Table 5 lists the coefficients of determination (R2) and the adjusted coefficients of determination (adjusted R2) for CDI and exposure time vs IB/MOR. R2 and adjusted R2 were high, indicating good predictive power of CDI and exposure time for IB and MOR of particleboard subjected to various climatic conditions.

Figure 6 shows the distribution of predicted IB retention for 5-year outdoor exposure in Japan. Figures 7 and 8 show the distributions of predicted MOR retention for 4- and 5-year outdoor exposure in Japan, respectively. As listed in Table 4, the correlation between CDI and MOR for 5-year outdoor exposure was low, and the distribution for 5-year outdoor exposure was expected to differ from that for 4-year outdoor exposure. However, the distribution for 5-year outdoor exposure was almost the same as that for 4-year outdoor exposure. This result is attributed to the high adjusted R2, as listed in Table 5. The weak correlation of MOR for 5-year outdoor exposure did not influence the predicted MOR distribution.

Fig. 6
figure 6

Distribution of predicted IB retention for 5-year outdoor exposure in Japan. Site numbers are listed in Table 1. IB internal bond strength. IB retention was predicted by multiple regression analysis using predicted CDI and exposure time. CDI climate deterioration index

Fig. 7
figure 7

Distribution of predicted MOR retention for 4-year outdoor exposure in Japan. Site numbers are listed in Table 1. MOR modulus of rupture. MOR retention was predicted by multiple regression analysis using predicted CDI and exposure time. CDI climate deterioration index

Fig. 8
figure 8

Distribution of predicted MOR retention for 5-year outdoor exposure in Japan. Site numbers are listed in Table 1. MOR modulus of rupture. MOR retention was predicted by multiple regression analysis using predicted CDI and exposure time. CDI climate deterioration index

Although the actual IB retention values were positive or zero, the predicted IB retention showed negative values in high-CDI area, as shown in Fig. 6, and was considered null when the exposure time increased further. The assumption of linearity in multiple regression analysis may be invalid in extreme climatic conditions. In a separate study (Watanabe et al. 2015), an artificial neural network was used to solve this issue.

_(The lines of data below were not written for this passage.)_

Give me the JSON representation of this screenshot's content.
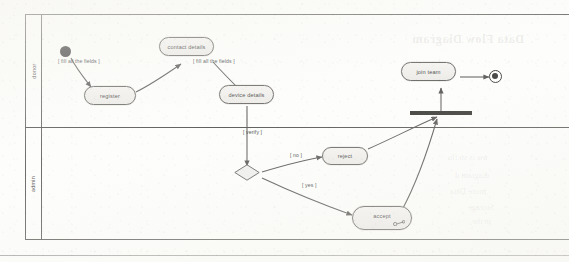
{
  "diagram": {
    "type": "uml-activity-diagram",
    "swimlanes": [
      {
        "id": "donor",
        "label": "donor"
      },
      {
        "id": "admin",
        "label": "admin"
      }
    ],
    "nodes": [
      {
        "id": "start",
        "kind": "initial-node",
        "label": "",
        "lane": "donor"
      },
      {
        "id": "register",
        "kind": "action",
        "label": "register",
        "lane": "donor"
      },
      {
        "id": "contact_details",
        "kind": "action",
        "label": "contact details",
        "lane": "donor"
      },
      {
        "id": "device_details",
        "kind": "action",
        "label": "device details",
        "lane": "donor"
      },
      {
        "id": "join_team",
        "kind": "action",
        "label": "join team",
        "lane": "donor"
      },
      {
        "id": "final",
        "kind": "final-node",
        "label": "",
        "lane": "donor"
      },
      {
        "id": "join_bar",
        "kind": "join-bar",
        "label": "",
        "lane": "donor"
      },
      {
        "id": "decision",
        "kind": "decision-node",
        "label": "",
        "lane": "admin"
      },
      {
        "id": "reject",
        "kind": "action",
        "label": "reject",
        "lane": "admin"
      },
      {
        "id": "accept",
        "kind": "action",
        "label": "accept",
        "lane": "admin"
      }
    ],
    "edges": [
      {
        "from": "start",
        "to": "register",
        "guard": "[ fill all the fields ]"
      },
      {
        "from": "register",
        "to": "contact_details",
        "guard": ""
      },
      {
        "from": "contact_details",
        "to": "device_details",
        "guard": "[ fill all the fields ]"
      },
      {
        "from": "device_details",
        "to": "decision",
        "guard": "[ verify ]"
      },
      {
        "from": "decision",
        "to": "reject",
        "guard": "[ no ]"
      },
      {
        "from": "decision",
        "to": "accept",
        "guard": "[ yes ]"
      },
      {
        "from": "reject",
        "to": "join_bar",
        "guard": ""
      },
      {
        "from": "accept",
        "to": "join_bar",
        "guard": ""
      },
      {
        "from": "join_bar",
        "to": "join_team",
        "guard": ""
      },
      {
        "from": "join_team",
        "to": "final",
        "guard": ""
      }
    ],
    "guard_labels": {
      "fill_fields_1": "[ fill all the fields ]",
      "fill_fields_2": "[ fill all the fields ]",
      "verify": "[ verify ]",
      "no": "[ no ]",
      "yes": "[ yes ]"
    },
    "icons": {
      "accept_badge": "key-icon"
    }
  },
  "page_bleed": {
    "heading": "Data Flow Diagram",
    "line1": "ow is so flo",
    "line2": "diagram  d",
    "line3": "more Data",
    "line4": "Storage",
    "line5": "in the"
  },
  "colors": {
    "ink": "#2e2c2a",
    "node_fill": "#eceae7",
    "node_stroke": "#4e4c49",
    "bar_fill": "#15140f",
    "paper": "#fdfdfb"
  }
}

Reduction in MOR and IB is symptomatic of other deterioration processes in particleboard due to outdoor exposure. Rupture of bonding points due to outdoor exposure leads to strength reduction of the particleboard, and biodeterioration accelerates the strength reduction. In future work, the effects of the rupture of bonding points and biodeterioration on the strength reduction of particleboards subjected to various climatic conditions in Japan will be analyzed.

4 Conclusion

Climatic factors of mean temperature, sunshine duration, and precipitation were analyzed using principal component analysis, and the CDI was developed to combine these factors. Multiple regression analysis using the CDI and exposure time was conducted to predict the strength reduction for 5-year outdoor exposure to map deterioration zones in Japan. High CDI values in the southern part of the country, particularly along the Pacific Ocean, were associated with larger strength reduction of particleboard. The strength did not reduce greatly in the northern sites. High temperature reduced the strength, and long sunshine duration accelerated the strength reduction. Such mapping facilitated better understanding of deterioration zones for strength reduction of particleboard subjected to various climatic conditions in Japan.